Ian strengthens to hurricane strength again in the Atlantic after battering Florida

Ian becomes hurricane over Atlantic, headed to South Carolina

TAMPA - After weakening to a tropical storm, Ian intensified to hurricane strength again after lashing Florida and moving to the Atlantic Ocean.

According to the National Hurricane Center's 5 p.m. update Thursday, the storm was now taking aim at the Carolinas and Georgia, bringing life-threatening flooding and strong winds.

The center said the storm's maximum sustained winds increased Thursday to 75 mph and it was centered about 240 miles south of Charleston, South Carolina, and moving northeast at 10 mph.

Ian made landfall Wednesday on Florida's west coast as a powerful Category 4 hurricane with 150 mph winds. The storm flooded homes, cut off a popular barrier island and left nearly 2.7 million people without power before moving over the Atlantic and turning north

One of the strongest hurricanes to ever hit the United States barreled across the Florida peninsula, leaving a trail of devastation in its wake.

Officials confirmed late Thursday that at least 12 people had died from the storm. 

During an 8:45 a.m. news conference, Gov. Ron DeSantis said two confirmed fatalities had been reported but it was not clear if they were related to the storm. He also there were thousands of people who needed help in the storm battered region.

"The impacts of this storm has been historic," the governor said.

Earlier in the day, the Lee County sheriff had said there could have been hundreds of fatalities but DeSantis said that information was not confirmed. The sheriff has since retracted that statement. 

The center said Ian became a tropical storm over land early Thursday and emerged over Atlantic waters near the Kennedy Space Center later in the day. Flooding rains continued across the state, and a stretch of the Gulf Coast remained inundated by ocean water, pushed ashore by the massive storm.

Aerial view of flooding, damage in Fort Myers, surrounding area

"Severe and life-threatening storm surge inundation of 8 to 10 feet above ground level along with destructive waves is ongoing along the southwest Florida coastline from Englewood to Bonita Beach, including Charlotte Harbor," the center said.

In Port Charlotte, along Florida's Gulf Coast, the storm surge flooded a lower-level emergency room in a hospital even as fierce winds ripped away part of the roof from its intensive care unit, according to a doctor who works there.

Water gushed down onto the ICU, forcing staff to evacuate the hospital's sickest patients -- some of whom were on ventilators - to other floors, said Dr. Birgit Bodine of HCA Florida Fawcett Hospital. Staff members used towels and plastic bins to try to mop up the sodden mess.

The medium-sized hospital spans four floors, but patients were forced into just two because of the damage. Bodine planned to spend the night there in case people injured from the storm arrive needing help.

"As long as our patients do OK and nobody ends up dying or having a bad outcome, that's what matters," Bodine said.

Fort Myers devastated by Ian's impact


Law enforcement officials in nearby Fort Myers received calls from people trapped in flooded homes or from worried relatives. Pleas were also posted on social media sites, some with video showing debris-covered water sloshing toward homes' eaves.

Brittany Hailer, a journalist in Pittsburgh, contacted rescuers about her mother in North Fort Myers, whose home was swamped by 5 feet of water.

"We don't know when the water's going to go down. We don't know how they're going to leave, their cars are totaled," Hailer said. "Her only way out is on a boat."

Hurricane Ian turned streets into rivers and blew down trees as it slammed into southwest Florida on Wednesday with 150 mph winds, pushing a wall of storm surge. Ian's strength at landfall was Category 4 and tied it for the fifth-strongest hurricane, when measured by wind speed, to ever strike the U.S.

The hurricane's eye made landfall near Cayo Costa, a barrier island just west of heavily populated Fort Myers. As it approached, water drained from Tampa Bay.

More than 2 million Florida homes and businesses were left without electricity, according to the PowerOutage.us site. Nearly every home and business in three counties was without power.

Sheriff Bull Prummell of Charlotte County, just north of Fort Myers, announced a curfew between 9 p.m. and 6 a.m. "for life-saving purposes," saying violators may face second-degree misdemeanor charges.

"I am enacting this curfew as a means of protecting the people and property of Charlotte County," Prummell said.

Life-threatening storm surges and hurricane conditions were possible on Thursday and Friday along the coasts of northeast Florida, Georgia, and South Carolina, where Ian was expected to move inland, dumping more rain well in from the coast, the hurricane center said.

The governors of South Carolina, North Carolina, Georgia and Virginia all preemptively declared states of emergency.

Read more
f

We and our partners use cookies to understand how you use our site, improve your experience and serve you personalized content and advertising. Read about how we use cookies in our cookie policy and how you can control them by clicking Manage Settings. By continuing to use this site, you accept these cookies.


■ PROBLEM DESCRIPTION ■
Pull each line with the string "icon" from the entries.

***** EXTRACTED ENTRIES *****

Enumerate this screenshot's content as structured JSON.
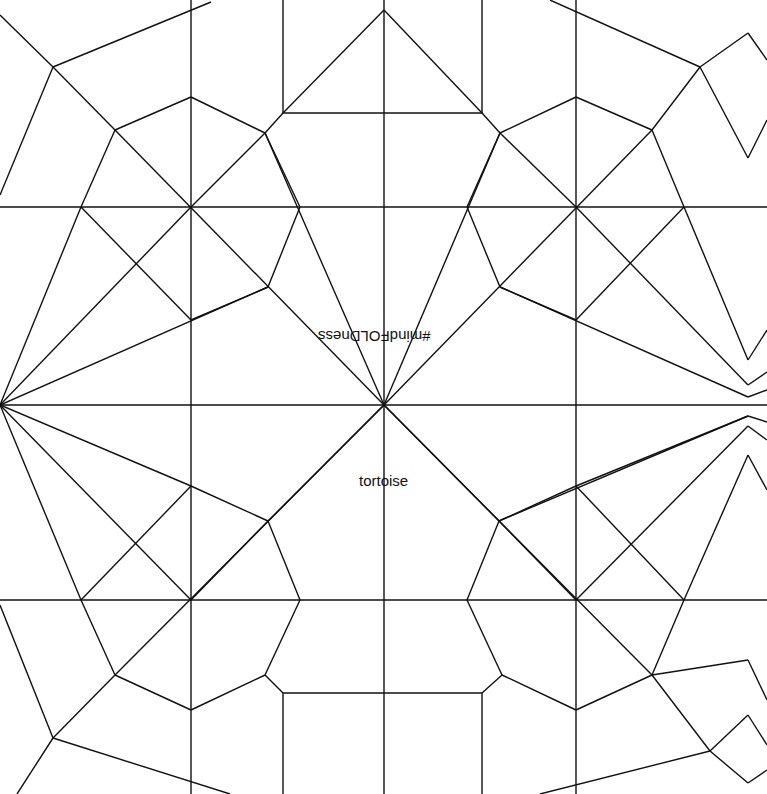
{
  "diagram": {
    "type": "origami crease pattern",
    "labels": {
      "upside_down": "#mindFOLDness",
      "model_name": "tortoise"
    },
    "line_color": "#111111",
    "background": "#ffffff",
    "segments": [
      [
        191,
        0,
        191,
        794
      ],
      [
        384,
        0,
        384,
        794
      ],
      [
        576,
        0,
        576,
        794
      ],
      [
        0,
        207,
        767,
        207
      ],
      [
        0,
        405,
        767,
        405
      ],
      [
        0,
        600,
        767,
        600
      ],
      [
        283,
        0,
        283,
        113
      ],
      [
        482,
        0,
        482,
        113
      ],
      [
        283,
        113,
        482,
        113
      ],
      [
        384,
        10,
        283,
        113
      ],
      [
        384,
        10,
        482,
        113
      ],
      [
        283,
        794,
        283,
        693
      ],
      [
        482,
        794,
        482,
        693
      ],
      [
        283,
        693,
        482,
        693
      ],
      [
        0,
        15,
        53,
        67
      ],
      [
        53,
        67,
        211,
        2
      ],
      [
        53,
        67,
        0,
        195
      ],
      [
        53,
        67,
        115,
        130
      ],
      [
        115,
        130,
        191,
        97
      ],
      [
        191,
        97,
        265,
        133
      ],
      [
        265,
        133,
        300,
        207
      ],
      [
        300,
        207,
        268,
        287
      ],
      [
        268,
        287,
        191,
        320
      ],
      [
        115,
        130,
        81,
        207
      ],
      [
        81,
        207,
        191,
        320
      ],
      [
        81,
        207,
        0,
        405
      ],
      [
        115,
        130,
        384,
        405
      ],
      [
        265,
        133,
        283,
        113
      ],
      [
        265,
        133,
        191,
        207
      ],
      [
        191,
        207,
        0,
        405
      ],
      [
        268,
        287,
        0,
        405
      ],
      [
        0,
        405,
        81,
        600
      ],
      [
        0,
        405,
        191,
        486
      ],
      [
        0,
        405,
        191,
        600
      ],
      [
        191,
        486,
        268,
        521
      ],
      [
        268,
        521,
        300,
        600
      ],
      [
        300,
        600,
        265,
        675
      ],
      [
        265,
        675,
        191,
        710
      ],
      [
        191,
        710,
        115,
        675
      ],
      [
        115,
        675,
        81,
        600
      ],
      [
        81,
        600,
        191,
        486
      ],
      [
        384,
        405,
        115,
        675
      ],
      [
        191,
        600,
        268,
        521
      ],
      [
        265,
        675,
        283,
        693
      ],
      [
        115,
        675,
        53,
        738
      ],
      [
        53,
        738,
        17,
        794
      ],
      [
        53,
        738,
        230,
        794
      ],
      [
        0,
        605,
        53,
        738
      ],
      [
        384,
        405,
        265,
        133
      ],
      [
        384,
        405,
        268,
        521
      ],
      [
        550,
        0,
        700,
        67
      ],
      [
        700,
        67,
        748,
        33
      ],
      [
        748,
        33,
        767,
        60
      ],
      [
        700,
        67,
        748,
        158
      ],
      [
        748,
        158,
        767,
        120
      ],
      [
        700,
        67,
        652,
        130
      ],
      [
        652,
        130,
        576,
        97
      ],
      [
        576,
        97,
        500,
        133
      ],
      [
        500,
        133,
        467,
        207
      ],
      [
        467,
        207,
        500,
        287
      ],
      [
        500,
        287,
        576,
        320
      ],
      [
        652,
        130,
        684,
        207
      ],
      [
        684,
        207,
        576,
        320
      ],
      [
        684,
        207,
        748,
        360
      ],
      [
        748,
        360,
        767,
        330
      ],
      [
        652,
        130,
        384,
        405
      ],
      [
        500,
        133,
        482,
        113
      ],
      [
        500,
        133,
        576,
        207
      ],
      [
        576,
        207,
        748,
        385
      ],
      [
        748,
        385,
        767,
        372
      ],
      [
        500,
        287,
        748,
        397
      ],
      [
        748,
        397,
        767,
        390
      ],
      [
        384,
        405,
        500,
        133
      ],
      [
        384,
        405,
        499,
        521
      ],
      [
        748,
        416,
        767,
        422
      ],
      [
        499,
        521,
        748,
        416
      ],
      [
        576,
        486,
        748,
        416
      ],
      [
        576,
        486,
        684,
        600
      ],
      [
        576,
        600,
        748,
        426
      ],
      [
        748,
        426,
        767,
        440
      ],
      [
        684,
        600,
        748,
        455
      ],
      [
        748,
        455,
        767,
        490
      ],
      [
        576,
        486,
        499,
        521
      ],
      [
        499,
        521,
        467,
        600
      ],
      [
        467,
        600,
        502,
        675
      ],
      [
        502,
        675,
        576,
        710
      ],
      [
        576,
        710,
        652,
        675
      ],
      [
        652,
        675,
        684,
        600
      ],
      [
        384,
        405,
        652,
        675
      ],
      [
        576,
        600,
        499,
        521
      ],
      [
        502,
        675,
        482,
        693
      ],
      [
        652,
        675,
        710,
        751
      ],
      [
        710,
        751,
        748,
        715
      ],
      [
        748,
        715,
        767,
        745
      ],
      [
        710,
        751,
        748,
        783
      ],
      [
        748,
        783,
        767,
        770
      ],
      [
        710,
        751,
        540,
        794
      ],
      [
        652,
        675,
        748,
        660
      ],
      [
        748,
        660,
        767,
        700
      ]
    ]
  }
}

*****
***** EXTRACTED ENTRIES *****

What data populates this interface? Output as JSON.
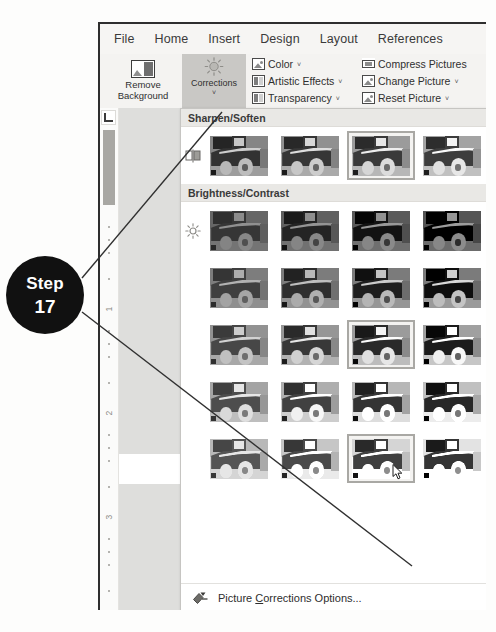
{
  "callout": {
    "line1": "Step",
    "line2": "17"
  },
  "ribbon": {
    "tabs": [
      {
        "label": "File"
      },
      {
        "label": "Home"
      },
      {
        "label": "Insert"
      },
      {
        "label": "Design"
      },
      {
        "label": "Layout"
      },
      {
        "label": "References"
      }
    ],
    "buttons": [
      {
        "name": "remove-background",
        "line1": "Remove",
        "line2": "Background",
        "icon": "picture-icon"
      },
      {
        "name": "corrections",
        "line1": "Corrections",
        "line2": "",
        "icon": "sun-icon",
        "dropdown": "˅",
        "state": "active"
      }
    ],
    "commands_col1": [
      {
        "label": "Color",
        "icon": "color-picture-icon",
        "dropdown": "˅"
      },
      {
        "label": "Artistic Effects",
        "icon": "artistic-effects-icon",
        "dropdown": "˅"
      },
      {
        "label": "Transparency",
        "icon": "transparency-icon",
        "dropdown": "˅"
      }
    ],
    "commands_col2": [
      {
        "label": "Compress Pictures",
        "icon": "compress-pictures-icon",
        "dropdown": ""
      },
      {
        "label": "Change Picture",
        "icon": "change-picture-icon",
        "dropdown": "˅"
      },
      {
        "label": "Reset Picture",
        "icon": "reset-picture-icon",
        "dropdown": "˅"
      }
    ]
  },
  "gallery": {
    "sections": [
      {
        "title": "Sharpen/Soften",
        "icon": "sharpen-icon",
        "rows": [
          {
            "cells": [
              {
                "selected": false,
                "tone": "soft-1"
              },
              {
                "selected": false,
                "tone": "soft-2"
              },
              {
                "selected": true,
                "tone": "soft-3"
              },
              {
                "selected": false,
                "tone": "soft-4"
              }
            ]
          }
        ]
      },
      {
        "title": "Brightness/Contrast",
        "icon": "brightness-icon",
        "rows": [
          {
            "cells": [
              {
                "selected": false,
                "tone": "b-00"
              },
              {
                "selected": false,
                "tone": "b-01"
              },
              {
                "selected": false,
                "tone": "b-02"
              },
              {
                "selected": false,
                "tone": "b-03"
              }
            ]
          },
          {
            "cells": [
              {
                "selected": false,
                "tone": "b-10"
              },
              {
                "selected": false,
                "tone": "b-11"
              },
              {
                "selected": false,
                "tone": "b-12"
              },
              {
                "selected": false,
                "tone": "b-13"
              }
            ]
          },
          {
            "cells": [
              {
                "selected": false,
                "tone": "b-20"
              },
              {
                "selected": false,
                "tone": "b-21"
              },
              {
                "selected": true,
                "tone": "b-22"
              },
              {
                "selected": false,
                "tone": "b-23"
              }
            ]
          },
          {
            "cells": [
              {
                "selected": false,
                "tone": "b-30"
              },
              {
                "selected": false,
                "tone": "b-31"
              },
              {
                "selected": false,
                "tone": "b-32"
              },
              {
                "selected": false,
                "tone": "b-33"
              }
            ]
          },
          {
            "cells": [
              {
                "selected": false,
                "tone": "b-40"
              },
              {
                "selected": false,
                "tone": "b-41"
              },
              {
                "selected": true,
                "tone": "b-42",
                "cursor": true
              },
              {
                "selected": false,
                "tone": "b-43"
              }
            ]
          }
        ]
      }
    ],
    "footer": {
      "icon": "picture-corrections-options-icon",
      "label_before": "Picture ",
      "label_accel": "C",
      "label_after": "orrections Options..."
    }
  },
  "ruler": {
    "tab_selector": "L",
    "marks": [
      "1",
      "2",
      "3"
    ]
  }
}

*****

■ FINISHED TASK ■
        "icon": "picture-icon"
        "icon": "sun-icon",
        "icon": "color-picture-icon",
        "icon": "artistic-effects-icon",
        "icon": "transparency-icon",
        "icon": "compress-pictures-icon",
        "icon": "change-picture-icon",
        "icon": "reset-picture-icon",
        "icon": "sharpen-icon",
        "icon": "brightness-icon",
      "icon": "picture-corrections-options-icon",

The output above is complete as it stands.